New horizons for the explanation of Baltic origins opened with the discovery of Sanskrit in the eighteenth century. Lithuanian and Sanskrit words were compared even before Franz Bopp established in 1816 the foundations for comparative linguistics of the Indo-European language. Similarities between these two have been frequently mentioned as examples for illustration of the widespread dissemination of the Indo-European languages and of their very close interrelationships. As the most archaic of all living Indo-European languages, Lithuanian strongly attracted those studying comparative linguistics. A. Schleicher published his grammar of the Lithuanian language in 1856, and a year later the Handbuch der litauischen Sprache; Lithuanian, too, played an important role in his compendium of the comparative grammar of the Indo-European languages of 1861, as it did in other works by prominent linguists such as K. Brugmann, A. Meillet, F. de Saussure, and A. Leskien. Sanskrit and Baltic are the two linguistic poles between which the languages of the Indo-European homelands are “found.” Along with the comparative grammars there have appeared volumes of comparative Indo-European antiquarian studies. Reconstruction of the prehistoric eras of Indo-European nations was attempted by using language as the key. These homelands were sought in a temperate zone, because of the existence of names for the four seasons, within an area where there are no tropical or subtropical flora and fauna, and inland
A well written tome on the archaeology of the Baltic regions.I was hoping to find material on the oral and written traditions of Lithuania etc but unfortunately this resource wasn't utilised by the author. Much of the text is scholarly in nature - largely describing artifacts and their historical and cultural settings - only occasionally does the author venture into the interpretative realms. And then it was only to identify various symbols and designs as being 'sun symbols'. My problem with this was the basis upon which these identifications were made was not even argued out, let alone demonstrated. All in all, a useful book if you are interested in the prehistory of the Baltic regions.

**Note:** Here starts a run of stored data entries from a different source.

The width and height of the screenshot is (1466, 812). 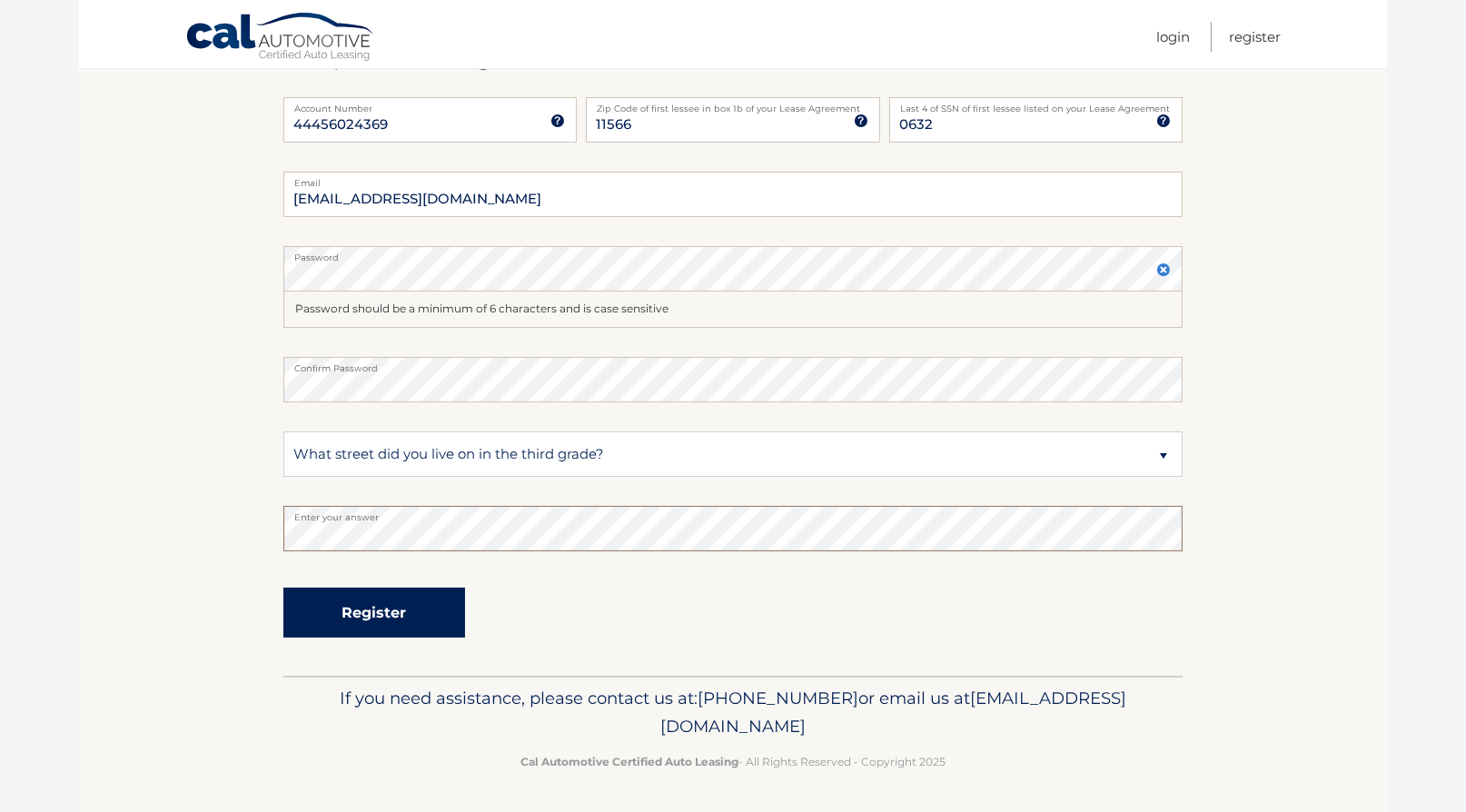 What do you see at coordinates (733, 761) in the screenshot?
I see `p: - All Rights Reserved - Copyright 2025` at bounding box center [733, 761].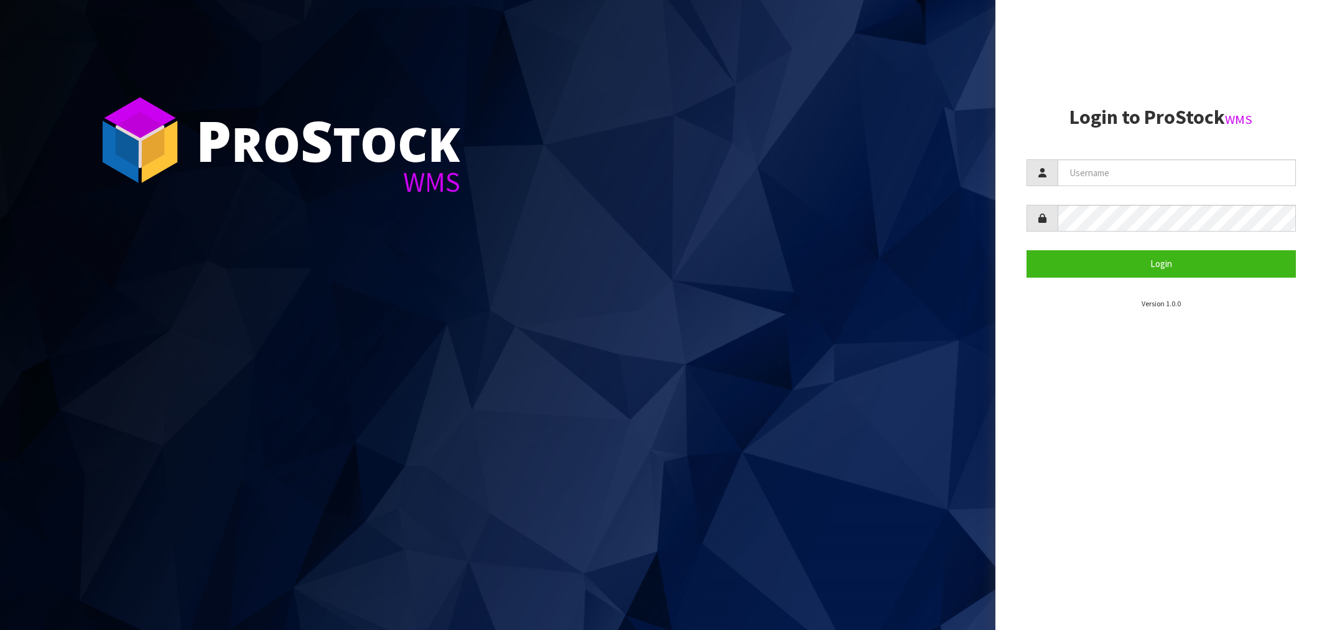  I want to click on div: WMS, so click(328, 182).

Radau, aprašytą Senosios Europos (priešindoeuropinės) Baltų simboliką, kuri yra seniausia, atėjusi iš senosios matrilinearinės (patriarchalinė atėjo su indoeuropiečiais) priešistorinės kultūros: vandens paukščiai, gyvatės, žalčiai, briedės, meškos, pelėda ir Baltų deivės:Laima, Ragana, Žemyna. Vietinė baltų kultūra nebuvo išnaikinta indoeuropiečių ir vėliau krikščionybės kultūroje.